Thursday, July 4, 2013

A Faded Promise

 
Jeannie Anderson knew what she had to do, even though she would get herself into more trouble than she wanted to deal with again. She had thought it over and knew that if she didn't tell, Andy would end up leaving town without really knowing why Nancy had left him with out an explanation and Nancy girl would think Andy had left her because he didn't love her. She would be broken hearted and  maybe never allow herself  to love again.
 
Jeannie lived in this small town and worked as a secretary to Judge  Breckenridge. She lived a quiet life  as a single woman and stayed away from most people  because of the work she did.    She knew  the details about the local  goings-on in the community. because she was the one writing up the reports. She was able to judge people for what they were in their everyday transactions over laws, lands, possessions and divorces.  It always amazed her to see how people changed when they thought they were going to lose something.  She knew people wondered why she choose to remain single but she never felt the  need to explain her way of life.  They all assumed that she had left England because of a broken heart and  that was the reason she had decided to live the life of a spinster.
 
Jeannie had overheard Nancy's mother, the postmistress, talking that day in the post office to her husband who had stopped by, probably to try and change his wife's mind about what she was planning on doing. They hadn't heard Jeannie entering the front door and so they kept on arguing over the fact that their Nancy was to be sent away to live with her aunt for a year. That would give Andy time to  move on and find someone else. Nancy would come to her senses and meet a man from a good family when she went away to college. 
 
They were going to tell Nancy that Andy had went to them to say that he wanted nothing more to do with their daughter because he was in love with a young girl he had met  at the Moore's Inn, where he worked.  They were going  to say that Andy had spent quiet a bit of time with her since she had arrived  two weeks ago with her parents. He would be leaving town with them to start a new life.   Nancy would be devastated but in time  living  with her aunt's family she would forget about him.
 
Jeannie Anderson knew the story all too well for she had lived though the same situation herself. Years ago as a young woman, she had also fell in love with a man  and they had made a promise to  run away together and live happily ever after.  Her parents had not agreed to it and they set up a devious plan to separate them.

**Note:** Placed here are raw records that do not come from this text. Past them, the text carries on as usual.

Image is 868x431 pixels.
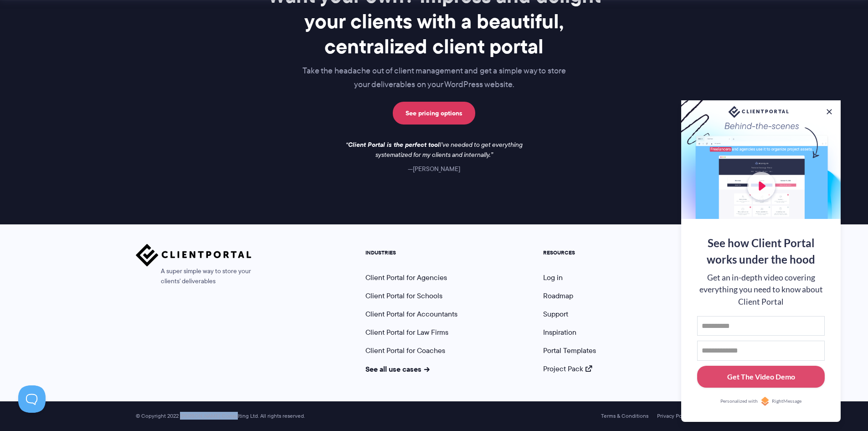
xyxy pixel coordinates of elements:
button: Get The Video Demo [698,365,825,388]
a: Portal Templates [543,345,596,356]
a: Client Portal for Accountants [365,309,457,319]
a: Personalized withRightMessage [698,397,825,406]
a: See pricing options [393,102,475,124]
iframe: Toggle Customer Support [19,386,45,413]
div: Get an in-depth video covering everything you need to know about Client Portal [698,272,825,308]
a: Project Pack [543,363,593,374]
a: Client Portal for Coaches [365,345,446,356]
div: See how Client Portal works under the hood [698,235,825,268]
p: Take the headache out of client management and get a simple way to store your deliverables on you... [252,64,616,92]
div: Get The Video Demo [727,371,795,382]
span: A super simple way to store your clients' deliverables [136,266,251,287]
a: Client Portal for Schools [365,290,443,301]
span: Personalized with [721,398,758,405]
a: Log in [543,272,563,283]
cite: [PERSON_NAME] [408,165,460,173]
a: Privacy Policy [658,413,690,419]
strong: Client Portal is the perfect tool [348,140,440,150]
span: © Copyright 2022 [PERSON_NAME] Consulting Ltd. All rights reserved. [131,413,309,420]
a: Terms & Conditions [601,413,649,419]
a: Inspiration [543,327,576,337]
a: See all use cases [365,363,430,374]
img: Personalized with RightMessage [761,397,770,406]
a: Client Portal for Agencies [365,272,447,283]
a: Support [543,309,568,319]
p: I've needed to get everything systematized for my clients and internally. [338,140,530,160]
h5: RESOURCES [543,249,596,256]
span: RightMessage [772,398,802,405]
a: Roadmap [543,290,573,301]
h5: INDUSTRIES [365,249,457,256]
a: Client Portal for Law Firms [365,327,449,337]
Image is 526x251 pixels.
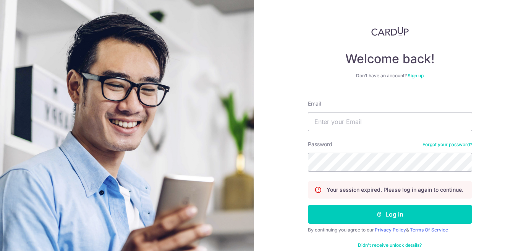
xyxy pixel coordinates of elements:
[423,141,472,148] a: Forgot your password?
[308,100,321,107] label: Email
[358,242,422,248] a: Didn't receive unlock details?
[308,51,472,66] h4: Welcome back!
[375,227,406,232] a: Privacy Policy
[308,204,472,224] button: Log in
[308,73,472,79] div: Don’t have an account?
[308,227,472,233] div: By continuing you agree to our &
[308,112,472,131] input: Enter your Email
[308,140,332,148] label: Password
[327,186,464,193] p: Your session expired. Please log in again to continue.
[410,227,448,232] a: Terms Of Service
[371,27,409,36] img: CardUp Logo
[408,73,424,78] a: Sign up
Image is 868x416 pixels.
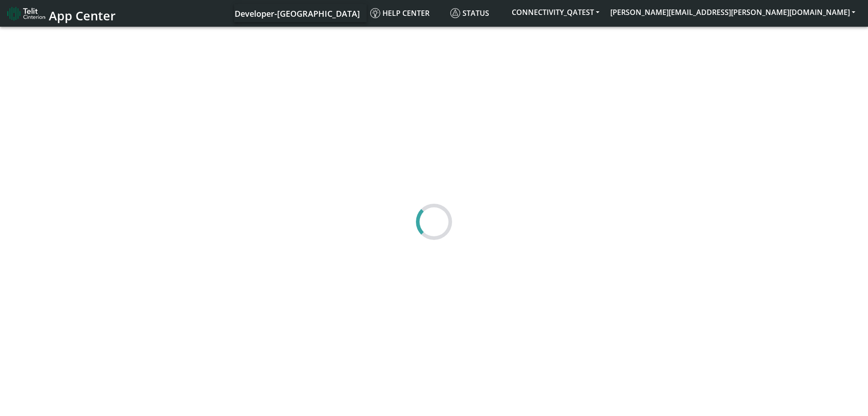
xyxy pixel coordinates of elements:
a: Your current platform instance [235,4,360,22]
button: [PERSON_NAME][EMAIL_ADDRESS][PERSON_NAME][DOMAIN_NAME] [605,4,861,20]
a: App Center [7,4,114,23]
img: knowledge.svg [371,8,381,18]
a: Status [447,4,506,22]
span: App Center [49,7,116,24]
img: status.svg [450,8,460,18]
img: logo-telit-cinterion-gw-new.png [7,6,45,21]
button: CONNECTIVITY_QATEST [506,4,605,20]
span: Developer-[GEOGRAPHIC_DATA] [235,8,360,19]
a: Help center [367,4,447,22]
span: Status [450,8,489,18]
span: Help center [371,8,429,18]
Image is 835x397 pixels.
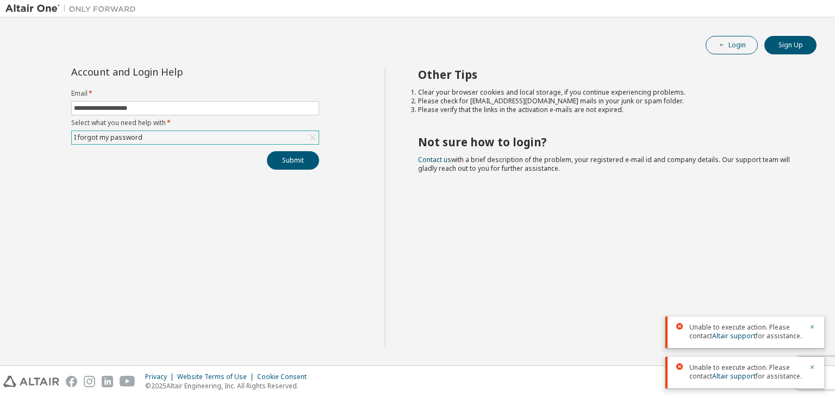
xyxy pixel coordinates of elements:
div: Privacy [145,372,177,381]
span: with a brief description of the problem, your registered e-mail id and company details. Our suppo... [418,155,790,173]
li: Please verify that the links in the activation e-mails are not expired. [418,105,798,114]
p: © 2025 Altair Engineering, Inc. All Rights Reserved. [145,381,313,390]
div: I forgot my password [72,131,319,144]
img: altair_logo.svg [3,376,59,387]
div: Website Terms of Use [177,372,257,381]
button: Login [706,36,758,54]
button: Submit [267,151,319,170]
a: Altair support [712,331,756,340]
a: Altair support [712,371,756,381]
img: facebook.svg [66,376,77,387]
img: Altair One [5,3,141,14]
li: Clear your browser cookies and local storage, if you continue experiencing problems. [418,88,798,97]
img: youtube.svg [120,376,135,387]
span: Unable to execute action. Please contact for assistance. [690,323,803,340]
div: Account and Login Help [71,67,270,76]
span: Unable to execute action. Please contact for assistance. [690,363,803,381]
li: Please check for [EMAIL_ADDRESS][DOMAIN_NAME] mails in your junk or spam folder. [418,97,798,105]
label: Email [71,89,319,98]
label: Select what you need help with [71,119,319,127]
img: linkedin.svg [102,376,113,387]
button: Sign Up [765,36,817,54]
div: I forgot my password [72,132,144,144]
a: Contact us [418,155,451,164]
div: Cookie Consent [257,372,313,381]
img: instagram.svg [84,376,95,387]
h2: Not sure how to login? [418,135,798,149]
h2: Other Tips [418,67,798,82]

They told her that Joseph who she had loved since the day they met in grade one, had left town because he was caught stealing lumber at the sawmill where he worked. The only reason they let him go was because his father was  the town preacher and it was to be kept a secret  that she was never allowed talk about to anyone, so as not to shame his family.
 
Jeannie's parents sent her away to school at Oxford in England for two years.  When she returned after spending  more than ten years there, she  learned that Joseph had never left town and that he had not been caught stealing.  He had  married  Annabelle and today as she listened to these parents arguing, she understood Nancy's father for  he had been  trapped in the same situation as a young man. He had been lied to and manipulated by parents who thought they knew better and he lost the women he loved.  He did not want history to repeat itself for he knew the consequences of having to settle for a life not of his choosing. He did not want his daughter to miss out on her chance for happiness because of  a woman who  never understood what it was to really love someone other then herself.
 
Yes, as she listened to her Joseph  raise his voice at his wife,  she knew he was remembering  what had happened  to him. He was fighting against what had been done to him by meddling parents. Little did he know she was standing in the  next room with tears in her eyes, remembering what could have been, if they had only been allowed to have a life together.
 
She had never stopped loving Joseph but she had put away her bitterness and accepted what had been done to them. Yet when they met on the street, or in a public place, their eyes still told each other that  their secret promise to love each other forever, no matter what, was still alive in  both of them.